Some will struggle with the format because their brains are stronger at interpreting visual, spatial or auditory information and we have provided all data in text. Decisions will get measurably worse in terms of quality as the meeting progresses. As David Rock says in Your Brain at Work: "Make one difficult decision, and the next is more difficult."
Modern meetings hold together systems that are fraying because other meetings have not worked well - structure, notes, actions, roles undefined. Even when they are necessary and well managed, modern meetings are designed for calendars not humans. It is possible to slot a meeting in there and so it happens. Two hours at 4 pm at the end of a day where people have had an average of 3.4 meetings already… what could possibly go wrong.
The fundamental thinking trap of the modern workplace: it is too complex for us to understand, but we necessarily create a good enough narrative of how it works to not panic. The tasks appear to be modern but force us to use stone-age decision-making tools for hyper-complex problems. The kicker is we either think we can handle it or drive ourselves mad with the thought that we should be able to do it but we can't.
Don't Start With Why
Simon Sinek's always been a wrong 'un in my book. The whiff of over-sold BS around his Start With Why thesis/book/TED-talk/consulting business was unmistakeable.
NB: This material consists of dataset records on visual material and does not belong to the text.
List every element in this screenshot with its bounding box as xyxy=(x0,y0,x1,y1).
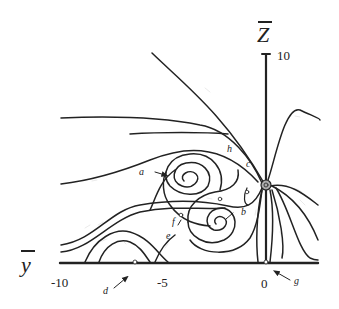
z-tick-10: 10 xyxy=(277,48,290,64)
label-a: a xyxy=(139,166,144,177)
y-tick-minus10: -10 xyxy=(51,275,68,291)
label-g: g xyxy=(294,275,299,286)
streamline-diagram xyxy=(0,0,339,309)
point-e xyxy=(179,213,183,217)
y-axis-label: y xyxy=(21,252,31,278)
y-tick-0: 0 xyxy=(261,276,268,292)
focus-node xyxy=(261,180,271,190)
y-axis-overbar xyxy=(21,250,35,252)
y-tick-minus5: -5 xyxy=(157,275,168,291)
label-h: h xyxy=(227,143,232,154)
point-f xyxy=(218,197,222,201)
label-b: b xyxy=(241,206,246,217)
point-d xyxy=(133,260,137,264)
z-axis-overbar xyxy=(258,21,272,23)
point-g xyxy=(264,260,268,264)
z-axis-label: Z xyxy=(257,22,269,48)
label-c: c xyxy=(246,158,250,169)
label-d: d xyxy=(103,285,108,296)
label-e: e xyxy=(166,230,170,241)
label-f: f xyxy=(172,216,175,227)
point-h xyxy=(245,190,249,194)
In the gospel of the corporate purpose movement, riches would flow once your "why" was clear. But Nick Asbury's essay in his challenging book "The Road to Hell" picks apart the debunked scientific basis for Sinek's theory (remember Lizard brains? Yeah, that didn't survive academic scrutiny).
Here's the thing: a sense of purpose absolutely fires up a team if it's at the core of what they're doing. But that truth doesn't mean retro-fitting social-good to a business model is a useful thing to do.
This Week...
Creation Lake, by Rachel Kushner
"You people are not real to me. No one is." A Booker-nominated thriller which seems to be based on cases of undercover cops infiltrating hardcore protest groups. Radical leftists in rural France plot against giant agri-tech infrastructure. Some come for the undercover agent's strange distance from the Moulinards, stay for the almost-sensical musings on early humans by one of the movement's hermit-thinkers. I loved it but I'm not sure I can work out why.
Interior Chinatown (Disney+)
So much to like. When will I like it?
We're in the Truman Show with a background character from a cop show aren't we? Are we? There's a sort-of 1990s low-rent cop show happening, but all the background characters seem to be leading very rich lives as long as they don't try to enter the parallel cop show they live in. It's a studio. But not. They are trapped but not. This is probably subverting ideas about reality and story and who gets to be a "main character". There is probably a clever, internally consistent set of rules about the background characters. I wish I knew what they were.
I’m sticking with it for the acting talent – Jonny O Yang and Ronny Chieng are amazing – and writers and hoping they pull it off.
That’s all for this week. Take a look at BN Edition, but I will be sharing tomorrow’s analysis piece on both newsletters.
Thank you for reading!
Antony
"Simon Sinek's always been a wrong 'un in my book. The whiff of over-sold BS around his Start With Why thesis/book/TED-talk/consulting business was unmistakeable."